### What this task involves
Give back only the lines in the records below from the one with "You are a GUI" to the one with "Task: Click on", both inclusive, word for word.

*** Opening Input material ***

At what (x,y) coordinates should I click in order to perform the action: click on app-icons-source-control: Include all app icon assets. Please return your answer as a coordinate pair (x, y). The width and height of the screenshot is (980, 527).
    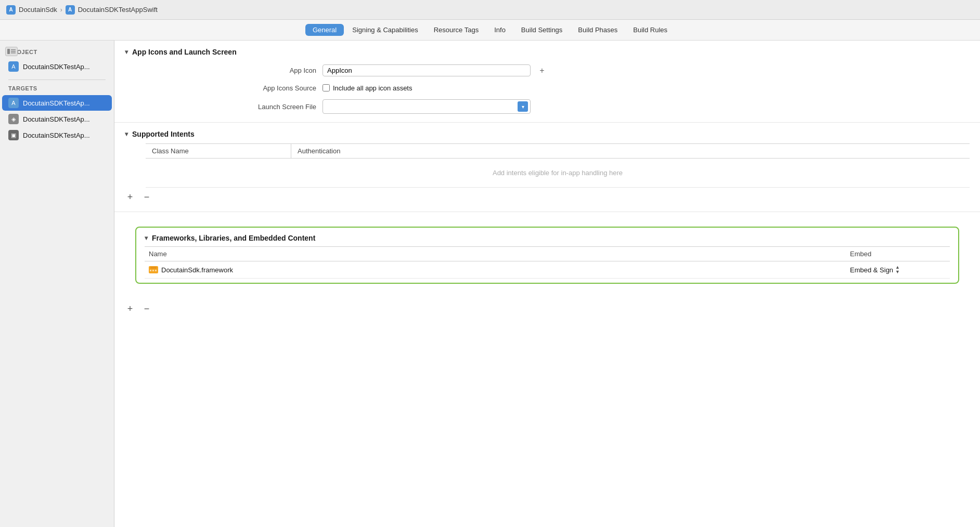
    Looking at the image, I should click on (646, 88).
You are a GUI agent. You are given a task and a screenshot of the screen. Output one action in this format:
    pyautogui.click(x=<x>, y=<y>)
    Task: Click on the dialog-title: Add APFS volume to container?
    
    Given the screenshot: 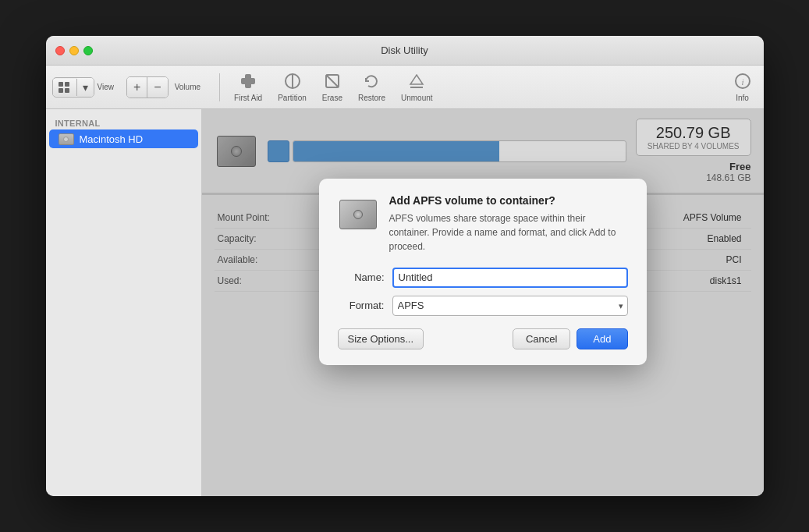 What is the action you would take?
    pyautogui.click(x=509, y=200)
    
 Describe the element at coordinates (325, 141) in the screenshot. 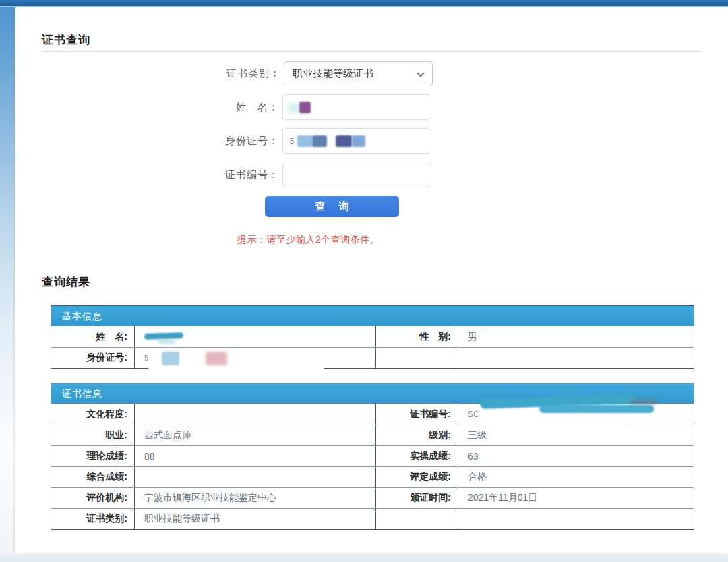

I see `form-row-id-number: 身份证号：` at that location.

*** Closing Input material ***

### Task output
You are a GUI agent. You are given a task and a screenshot of the screen. Output one action in this format:
    pyautogui.click(x=<x>, y=<y>)
    Task: Click on the dialog-title: Add APFS volume to container?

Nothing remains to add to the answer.